Further promotion to the Premier League followed and despite a hiccup relegation in 2001 they bounced back to remain in the Premier League since that time though there have been ‘City moments’ along the way including scoring the least home goals in a season, substituting a midfielder for a goal keeper so the goal keeper on the pitch could become a striker (don’t ask)! And having a multi millionaire owner reduced to no assets within a year of buying the club.
In 2008 Manchester City was purchased by the Abu Dhabi United Group and received considerable financial backing winning their first trophy in 35 years (FA Cup) in 2011.
All of which brings us back to that point in the 93rd minute of the 2011/12 season when Aguerro shimmied right in the QPR 6 yard box and levelled to shoot.
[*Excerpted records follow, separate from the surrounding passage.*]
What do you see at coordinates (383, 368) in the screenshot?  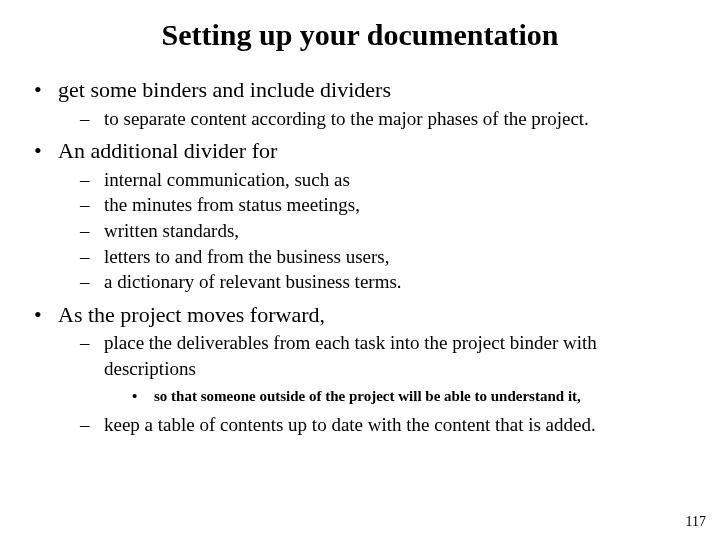 I see `list-item: place the deliverables from each task in…` at bounding box center [383, 368].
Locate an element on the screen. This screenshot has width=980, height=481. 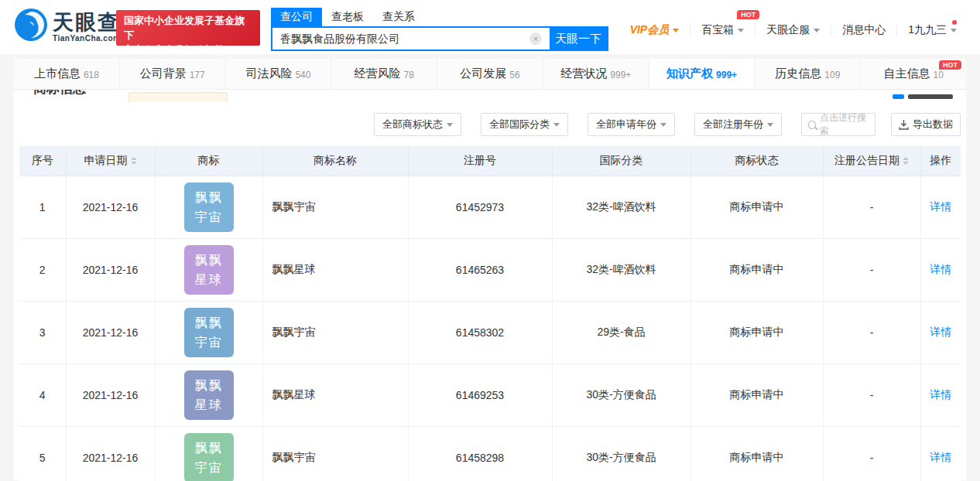
tianyancha-logo: 天眼查 TianYanCha.com is located at coordinates (67, 26).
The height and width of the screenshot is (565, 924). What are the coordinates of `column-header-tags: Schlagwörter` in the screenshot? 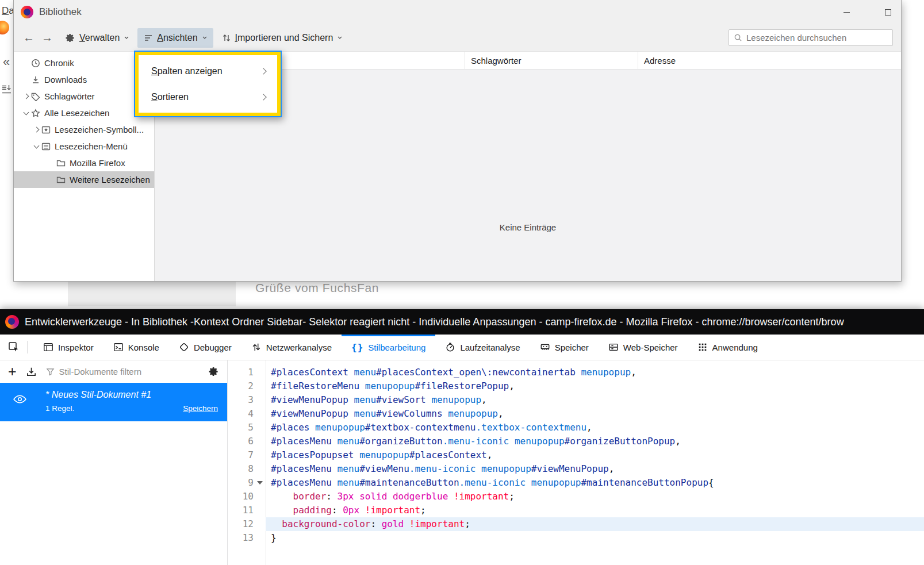 It's located at (551, 60).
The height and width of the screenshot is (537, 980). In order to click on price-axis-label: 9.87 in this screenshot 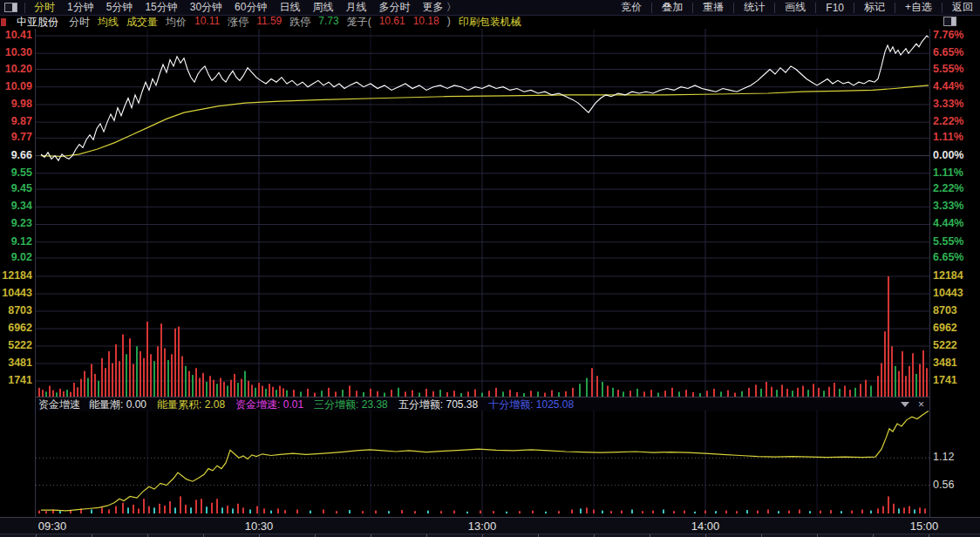, I will do `click(16, 122)`.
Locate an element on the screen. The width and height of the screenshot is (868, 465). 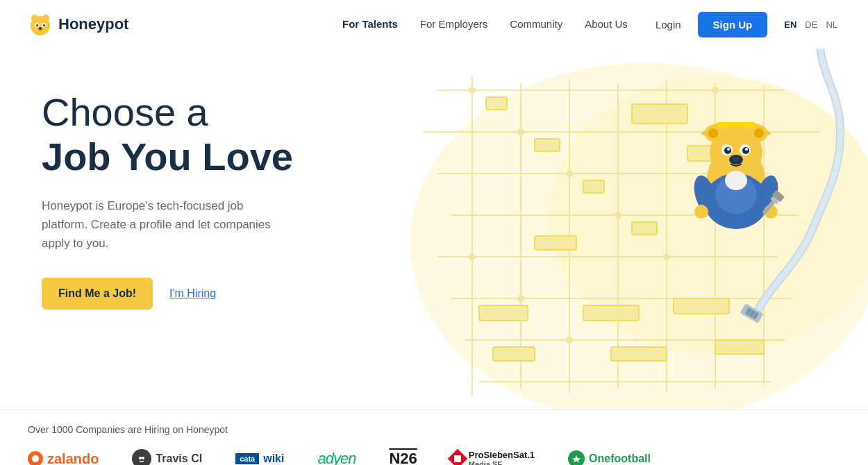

The league campaign had gone well including beating United 6-1 at Old Trafford before a dip in form saw United recover an 8 point lead. Uncharacteristically the normally ruthless United squandered the points and in the final game of the season City only had to match United’s result to win the title on their significantly better GD.
City were up against QPR, a team that started the day in the drop zone.
Remarkably at the end of normal time City had contrived to be trailing 2-1.
United’s game finished, they won 1-0 at Sunderland and were winning the title by 2 points. Two minutes into injury time Dzecko equalised. United were winning the title by one point and some of the United players were celebrating but the game at the Etihad still had a couple of minutes to play.
Back to Aguerro who provided the finish to what media sources from around the world stated was the greatest moment in Premier League history.
City have enjoyed greater success since then but that was a defining moment for the club and in that single minute they repaid the years of tragi-comedy they’d served up to their long suffering fans.